So Nancy Drew is back. And it’s a great PG film to take the kids to, with no foul language, a jaunty convertible and plenty of penny loafers. In this Jerry Weintraub version, Nancy (Emma Roberts) heads to Hollywood, where she solves the mystery of an actress killed in the 1980s.
Whatever the box office, it will be a natural for DVD, where the early teen audience will eat it up.But Nancy Drew isn’t the only great youth mystery book franchise with new energy this year. There is one almost completely forgotten book series that is in the process of revival. It is the Alfred Hitchcock and the Three Investigators series first published by Random House.
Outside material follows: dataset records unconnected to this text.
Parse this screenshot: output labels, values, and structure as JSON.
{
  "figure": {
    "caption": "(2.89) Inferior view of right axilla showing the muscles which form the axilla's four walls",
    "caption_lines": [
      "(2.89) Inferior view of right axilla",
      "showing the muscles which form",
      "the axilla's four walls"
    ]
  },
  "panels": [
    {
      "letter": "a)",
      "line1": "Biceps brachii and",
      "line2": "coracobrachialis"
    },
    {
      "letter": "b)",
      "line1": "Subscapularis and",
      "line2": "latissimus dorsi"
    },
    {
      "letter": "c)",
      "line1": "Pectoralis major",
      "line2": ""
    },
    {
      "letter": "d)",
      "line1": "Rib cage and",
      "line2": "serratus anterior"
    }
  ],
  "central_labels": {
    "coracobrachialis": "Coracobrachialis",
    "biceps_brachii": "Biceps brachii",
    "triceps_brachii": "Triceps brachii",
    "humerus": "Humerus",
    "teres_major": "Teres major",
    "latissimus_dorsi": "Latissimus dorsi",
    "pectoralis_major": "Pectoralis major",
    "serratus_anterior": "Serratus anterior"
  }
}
The Investigators were boys who solved mysteries in Rocky Beach, California. The Three Investigators were the creation of College of William & Mary graduate Robert Arthur. While Alfred Hitchcock appeared in some of the stories to add to some branding, the mysteries were really solved by three boys who lived in Hollywood and solved mysteries inside a trailer hidden inside a junkyard. There was Jupiter Jones, who Hitchcock said was “stocky, almost fat” and friends Pete Crenshaw (“tall and muscular”) and Bob Andrews (“slighter and more studious”).
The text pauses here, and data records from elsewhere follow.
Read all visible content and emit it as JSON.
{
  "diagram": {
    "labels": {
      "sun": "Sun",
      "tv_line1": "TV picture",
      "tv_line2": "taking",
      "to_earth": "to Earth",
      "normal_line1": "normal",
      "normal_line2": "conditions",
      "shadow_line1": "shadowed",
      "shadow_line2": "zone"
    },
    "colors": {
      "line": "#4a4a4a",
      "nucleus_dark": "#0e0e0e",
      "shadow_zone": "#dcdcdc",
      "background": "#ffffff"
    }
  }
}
A German Three Investigators movie has just been made with Studio Hamburg Productions and is being released by Buena Vista. Apparently, the series of books has phenomenal appeal in Germany and Europe. In addition, ten of the book mysteries have been reissued. Working diligently on the issue is Robert Arthur’s daughter, Elizabeth. If you are curious about the series, her website ThreeInvestigators.net has links to all the Investigators-related sites, as well as a history of her father. It was put up by Robert Arthur’s daughter Elizabeth Arthur.
The revival of the books and a new movie is not the only development. Robert Arthur developed the magazine Mysterious Traveler, which was itself “based on Mutual Radio’s famous radio program”. While the magazine did not last long, it had a long list of top contributors. In the revival of that dead brand, Arthur fan Mark Zahn has created new editions with new writers.
By the way, check out the Mildred Wirt Benson Collection at University of Iowa. It’s a collection of history on one of the original Nancy Drew writers, Mildred Wirt Benson. She wrote her own series of mysteries under the brands Mildred A. Wirt Mystery Stories and Penny Parker. Apparently, she chafed having to write for the Edward Stratemeyer Syndicate, which controlled Grosset & Dunlap book series Nancy Drew, the Hardy Boys and the Bobbsey Twins.
So what’s next in the Hollywood revival?